President Joe Biden is scheduled to give his first speech to a joint session of Congress on Wednesday, April 28, at 9:00 p.m. Eastern Time. The speech comes just ahead of his 100th day in office. Speaker of the House Nancy Pelosi said she invited the president “to share your vision for addressing the challenges and opportunities of this historic moment.” 

The president is expected to discuss his newly proposed $1.8 trillion “American Families Plan,” as well as the “American Jobs Plan,” a $2.3 trillion dollar infrastructure, jobs and tax package proposed in late March.

The two new proposals follow Congress’ passage of the “American Rescue Plan,” with its $1.9 trillion in spending on March 10. The Rescue Plan sent $1,400 checks to more than 150 million Americans, delivered more than $500 billion to state and local governments, and extended unemployment benefits with a $300 weekly supplement. Less than 9% of that plan reportedly went to combat the COVID-19 pandemic through public health spending.

Focus on the Family President Jim Daly wrote about the American Rescue Plan, noting that the bill also included “massive pork” and “funding for abortion.” He also raised concerns, when that legislation was passed, about the resulting increase in our national debt.

Daly said that “the subject of the rapidly escalating U.S. debt should also be of ethical concern to the family” and “debt enslaves nations and eventually weakens their way of life.” He noted that if the government divided the total debt – over $28 trillion – among its people, “it would come out to nearly $85,000 per citizen and nearly $224,000 per taxpayer.”

The two newest administration proposals raise those, and other concerns, as well.

In an address President Biden gave on the American Jobs Plan, he said, “It’s not a plan that tinkers around the edges, it’s a once in a generation investment in America. Unlike anything we’ve done since we built the interstate highway system and won the space race decades ago. It’s the single largest investment in American jobs since World War II.”

He also said that the proposal would provide jobs for workers, “90% of the infrastructure jobs created by our American Jobs Plan can be filled by people who don’t have a college degree. 75% don’t need an associate’s degree.”

A White House statement said that the proposal would “fix highways, rebuild bridges, upgrade ports, airports and transit systems,” “deliver clean drinking water, a renewed electric grid, and high-speed broadband to all Americans,” and “modernize our nation’s schools and child care facilities, and upgrade veterans’ hospitals and federal buildings.”

The Heritage Foundation reported that the jobs proposal included, “$225 billion federal paid family leave program, a $225 billion childcare subsidy, and $200 billion for universal Pre-K.”  
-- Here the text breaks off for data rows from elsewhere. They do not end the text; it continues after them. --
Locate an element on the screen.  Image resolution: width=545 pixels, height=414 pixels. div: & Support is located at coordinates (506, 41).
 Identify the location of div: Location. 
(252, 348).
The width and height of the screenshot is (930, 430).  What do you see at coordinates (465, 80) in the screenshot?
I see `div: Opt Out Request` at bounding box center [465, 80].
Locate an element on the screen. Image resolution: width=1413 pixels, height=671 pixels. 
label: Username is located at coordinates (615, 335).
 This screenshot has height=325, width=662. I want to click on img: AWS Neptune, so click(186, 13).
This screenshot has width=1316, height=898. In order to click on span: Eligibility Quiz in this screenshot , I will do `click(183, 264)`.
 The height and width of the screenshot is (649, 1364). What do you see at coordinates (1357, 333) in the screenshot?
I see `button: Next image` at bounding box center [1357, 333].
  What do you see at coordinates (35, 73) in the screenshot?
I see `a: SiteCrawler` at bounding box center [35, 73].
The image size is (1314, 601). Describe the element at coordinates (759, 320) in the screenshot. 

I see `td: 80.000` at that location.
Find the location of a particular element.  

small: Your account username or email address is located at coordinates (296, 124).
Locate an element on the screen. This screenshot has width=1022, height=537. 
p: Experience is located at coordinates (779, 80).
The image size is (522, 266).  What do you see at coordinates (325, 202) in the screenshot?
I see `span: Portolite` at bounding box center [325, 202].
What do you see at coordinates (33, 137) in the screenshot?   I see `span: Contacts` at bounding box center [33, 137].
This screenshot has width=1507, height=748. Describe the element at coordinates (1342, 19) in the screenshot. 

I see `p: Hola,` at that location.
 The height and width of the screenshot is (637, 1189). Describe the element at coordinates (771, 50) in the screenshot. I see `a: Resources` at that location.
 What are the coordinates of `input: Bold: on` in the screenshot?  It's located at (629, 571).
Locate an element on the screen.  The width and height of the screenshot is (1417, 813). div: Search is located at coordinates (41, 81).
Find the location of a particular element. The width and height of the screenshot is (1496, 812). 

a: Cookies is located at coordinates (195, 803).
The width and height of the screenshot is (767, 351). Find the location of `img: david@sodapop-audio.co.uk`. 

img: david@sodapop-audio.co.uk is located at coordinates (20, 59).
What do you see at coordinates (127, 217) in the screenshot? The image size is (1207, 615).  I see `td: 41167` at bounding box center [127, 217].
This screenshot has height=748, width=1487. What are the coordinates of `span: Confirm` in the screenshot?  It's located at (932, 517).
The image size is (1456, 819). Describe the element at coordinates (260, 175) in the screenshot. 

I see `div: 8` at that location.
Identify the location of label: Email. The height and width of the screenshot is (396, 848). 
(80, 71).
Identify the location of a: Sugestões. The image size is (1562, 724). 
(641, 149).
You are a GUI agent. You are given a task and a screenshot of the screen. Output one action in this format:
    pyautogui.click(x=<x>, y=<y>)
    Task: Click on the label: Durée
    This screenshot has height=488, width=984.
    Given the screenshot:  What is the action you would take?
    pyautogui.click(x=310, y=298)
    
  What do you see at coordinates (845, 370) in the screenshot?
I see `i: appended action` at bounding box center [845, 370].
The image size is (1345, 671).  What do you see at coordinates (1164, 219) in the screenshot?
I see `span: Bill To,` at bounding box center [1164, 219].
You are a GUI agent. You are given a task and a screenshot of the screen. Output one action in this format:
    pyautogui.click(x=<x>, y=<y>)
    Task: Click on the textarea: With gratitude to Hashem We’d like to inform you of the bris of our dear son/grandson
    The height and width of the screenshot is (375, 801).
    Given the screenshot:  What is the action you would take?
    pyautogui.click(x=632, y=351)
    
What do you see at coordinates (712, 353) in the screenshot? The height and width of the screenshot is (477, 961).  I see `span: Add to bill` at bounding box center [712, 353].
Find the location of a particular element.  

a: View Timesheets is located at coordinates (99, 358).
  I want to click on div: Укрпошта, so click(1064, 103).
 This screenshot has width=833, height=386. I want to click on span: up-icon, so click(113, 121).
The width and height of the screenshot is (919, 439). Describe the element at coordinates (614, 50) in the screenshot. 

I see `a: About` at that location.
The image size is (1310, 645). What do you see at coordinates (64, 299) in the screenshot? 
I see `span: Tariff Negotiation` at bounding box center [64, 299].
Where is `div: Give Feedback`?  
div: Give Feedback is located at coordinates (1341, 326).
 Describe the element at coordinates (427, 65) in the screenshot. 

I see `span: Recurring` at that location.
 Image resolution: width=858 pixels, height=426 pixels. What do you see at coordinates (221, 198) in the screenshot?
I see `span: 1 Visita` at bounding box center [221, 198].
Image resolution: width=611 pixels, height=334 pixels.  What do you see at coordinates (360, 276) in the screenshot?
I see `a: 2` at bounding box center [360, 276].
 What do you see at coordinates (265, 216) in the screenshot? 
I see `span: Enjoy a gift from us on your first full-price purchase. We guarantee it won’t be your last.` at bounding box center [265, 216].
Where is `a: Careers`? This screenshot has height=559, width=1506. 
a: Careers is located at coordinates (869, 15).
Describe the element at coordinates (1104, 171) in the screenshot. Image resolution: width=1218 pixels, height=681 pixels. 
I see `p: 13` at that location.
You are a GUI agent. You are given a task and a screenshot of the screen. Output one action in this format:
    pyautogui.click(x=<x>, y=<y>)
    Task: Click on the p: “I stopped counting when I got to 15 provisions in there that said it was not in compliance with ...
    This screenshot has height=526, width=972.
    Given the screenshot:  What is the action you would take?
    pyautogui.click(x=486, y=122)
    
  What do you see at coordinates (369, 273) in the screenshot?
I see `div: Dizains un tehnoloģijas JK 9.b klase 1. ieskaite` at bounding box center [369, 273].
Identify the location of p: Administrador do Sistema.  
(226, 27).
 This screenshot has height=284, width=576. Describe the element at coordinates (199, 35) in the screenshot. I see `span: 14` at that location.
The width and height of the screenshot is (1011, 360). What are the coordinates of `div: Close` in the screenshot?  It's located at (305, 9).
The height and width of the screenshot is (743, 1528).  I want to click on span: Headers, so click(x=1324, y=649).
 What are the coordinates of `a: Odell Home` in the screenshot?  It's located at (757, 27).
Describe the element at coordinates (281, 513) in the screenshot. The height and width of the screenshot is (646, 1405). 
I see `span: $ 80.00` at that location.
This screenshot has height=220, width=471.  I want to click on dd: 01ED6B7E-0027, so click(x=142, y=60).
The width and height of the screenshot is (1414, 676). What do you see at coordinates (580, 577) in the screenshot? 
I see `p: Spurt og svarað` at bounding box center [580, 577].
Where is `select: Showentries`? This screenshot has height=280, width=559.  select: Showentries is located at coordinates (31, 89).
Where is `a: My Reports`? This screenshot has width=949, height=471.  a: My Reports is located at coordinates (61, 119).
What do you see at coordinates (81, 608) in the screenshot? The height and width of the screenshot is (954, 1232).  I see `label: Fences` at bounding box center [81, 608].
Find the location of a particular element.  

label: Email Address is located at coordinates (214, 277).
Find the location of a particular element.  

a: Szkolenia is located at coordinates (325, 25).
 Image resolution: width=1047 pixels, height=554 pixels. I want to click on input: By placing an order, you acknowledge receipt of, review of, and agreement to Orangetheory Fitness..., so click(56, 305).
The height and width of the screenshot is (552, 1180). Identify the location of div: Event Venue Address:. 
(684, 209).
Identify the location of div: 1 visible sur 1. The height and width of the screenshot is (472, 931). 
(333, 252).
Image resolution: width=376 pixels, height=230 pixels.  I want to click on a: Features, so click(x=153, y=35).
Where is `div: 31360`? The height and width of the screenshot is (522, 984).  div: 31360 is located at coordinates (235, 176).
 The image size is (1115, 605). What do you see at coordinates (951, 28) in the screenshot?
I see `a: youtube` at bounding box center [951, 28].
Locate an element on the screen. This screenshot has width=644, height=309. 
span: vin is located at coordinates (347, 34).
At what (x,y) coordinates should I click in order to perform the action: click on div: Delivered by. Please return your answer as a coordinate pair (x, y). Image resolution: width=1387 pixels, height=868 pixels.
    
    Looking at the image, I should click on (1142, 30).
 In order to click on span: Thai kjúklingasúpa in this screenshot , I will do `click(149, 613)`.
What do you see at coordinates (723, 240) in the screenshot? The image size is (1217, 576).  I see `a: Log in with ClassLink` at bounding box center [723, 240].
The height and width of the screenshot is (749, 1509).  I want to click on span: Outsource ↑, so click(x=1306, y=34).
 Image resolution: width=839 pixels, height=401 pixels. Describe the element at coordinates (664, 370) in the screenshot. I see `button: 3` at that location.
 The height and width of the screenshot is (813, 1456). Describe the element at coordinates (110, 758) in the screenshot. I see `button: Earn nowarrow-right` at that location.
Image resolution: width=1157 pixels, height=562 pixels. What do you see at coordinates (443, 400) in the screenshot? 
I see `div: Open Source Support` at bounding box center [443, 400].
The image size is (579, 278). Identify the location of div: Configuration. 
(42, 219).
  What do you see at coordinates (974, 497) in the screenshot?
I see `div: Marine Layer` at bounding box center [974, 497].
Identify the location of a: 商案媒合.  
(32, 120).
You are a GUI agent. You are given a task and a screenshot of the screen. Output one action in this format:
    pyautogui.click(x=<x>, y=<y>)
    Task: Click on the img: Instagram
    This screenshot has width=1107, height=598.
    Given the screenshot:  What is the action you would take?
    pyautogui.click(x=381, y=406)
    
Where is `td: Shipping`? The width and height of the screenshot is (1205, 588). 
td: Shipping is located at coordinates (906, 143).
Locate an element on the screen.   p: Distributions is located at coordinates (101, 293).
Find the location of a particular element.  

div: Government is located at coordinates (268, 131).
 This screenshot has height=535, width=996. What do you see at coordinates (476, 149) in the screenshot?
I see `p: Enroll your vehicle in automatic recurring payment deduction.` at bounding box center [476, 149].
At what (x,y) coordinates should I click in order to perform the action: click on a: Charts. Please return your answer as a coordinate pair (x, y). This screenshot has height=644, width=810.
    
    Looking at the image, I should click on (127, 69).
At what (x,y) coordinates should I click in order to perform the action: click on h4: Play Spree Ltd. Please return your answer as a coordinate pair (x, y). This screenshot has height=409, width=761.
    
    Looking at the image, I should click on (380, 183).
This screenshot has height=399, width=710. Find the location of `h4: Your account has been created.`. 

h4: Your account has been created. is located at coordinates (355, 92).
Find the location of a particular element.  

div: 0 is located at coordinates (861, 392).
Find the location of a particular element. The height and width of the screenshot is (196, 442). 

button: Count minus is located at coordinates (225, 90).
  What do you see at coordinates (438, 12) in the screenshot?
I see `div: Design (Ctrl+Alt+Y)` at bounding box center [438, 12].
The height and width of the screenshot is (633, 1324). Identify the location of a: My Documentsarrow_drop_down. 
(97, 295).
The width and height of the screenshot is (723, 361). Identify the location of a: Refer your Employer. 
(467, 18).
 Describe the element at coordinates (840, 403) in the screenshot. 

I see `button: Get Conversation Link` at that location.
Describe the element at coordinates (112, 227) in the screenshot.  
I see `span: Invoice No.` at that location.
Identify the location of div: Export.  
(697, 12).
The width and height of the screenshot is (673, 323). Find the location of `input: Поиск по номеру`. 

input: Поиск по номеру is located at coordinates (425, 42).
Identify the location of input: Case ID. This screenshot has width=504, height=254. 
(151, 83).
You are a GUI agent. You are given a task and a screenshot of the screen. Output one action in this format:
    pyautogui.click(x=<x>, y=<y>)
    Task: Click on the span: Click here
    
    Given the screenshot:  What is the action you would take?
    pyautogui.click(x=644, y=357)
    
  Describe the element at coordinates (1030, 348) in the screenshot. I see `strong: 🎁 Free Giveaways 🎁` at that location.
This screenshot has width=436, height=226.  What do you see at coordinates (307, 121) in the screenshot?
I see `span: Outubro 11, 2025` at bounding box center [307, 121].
As part of the plan, the White House called for the “Made in America Tax Plan,” which would raise $2 trillion through corporate tax increases over the next 15 years to pay for the job and infrastructure spending. According to The Wall Street Journal, the corporate tax rate would go from 21% to 28%, which “would put the U.S. back toward the top of the pack among major economies.”

The administration also raised the possibility of increasing the capital gains tax, which taxes the gains made on assets such as stocks, bonds and property. The current top rate, for individuals with incomes above $1 million, is 23.8%. That could go as high as 43.4% under a plan proposed by the administration.

The Washington Post reported that the American Families Plan “calls for devoting hundreds of billions of dollars to national child care, prekindergarten, paid family leave and tuition-free community college” and “will be at least partially funded by about a half-dozen tax hikes on high-income Americans and investors.”

The Post said that the taxes and spending were all part of the president’s “Build Back Better” agenda. The proposals “would amount to being among the most ambitious government overhauls of the economy in decades” and passing the legislation “could also be among the most difficult the White House has so far faced.”

The Rescue Plan and the two new spending proposals in 2021 come on top of five COVID relief packages passed during the Trump administration in 2020, totaling almost $4 trillion. Those five bills include the Families First Coronavirus Response Act, the CARES Act, and the Consolidated Appropriations Act.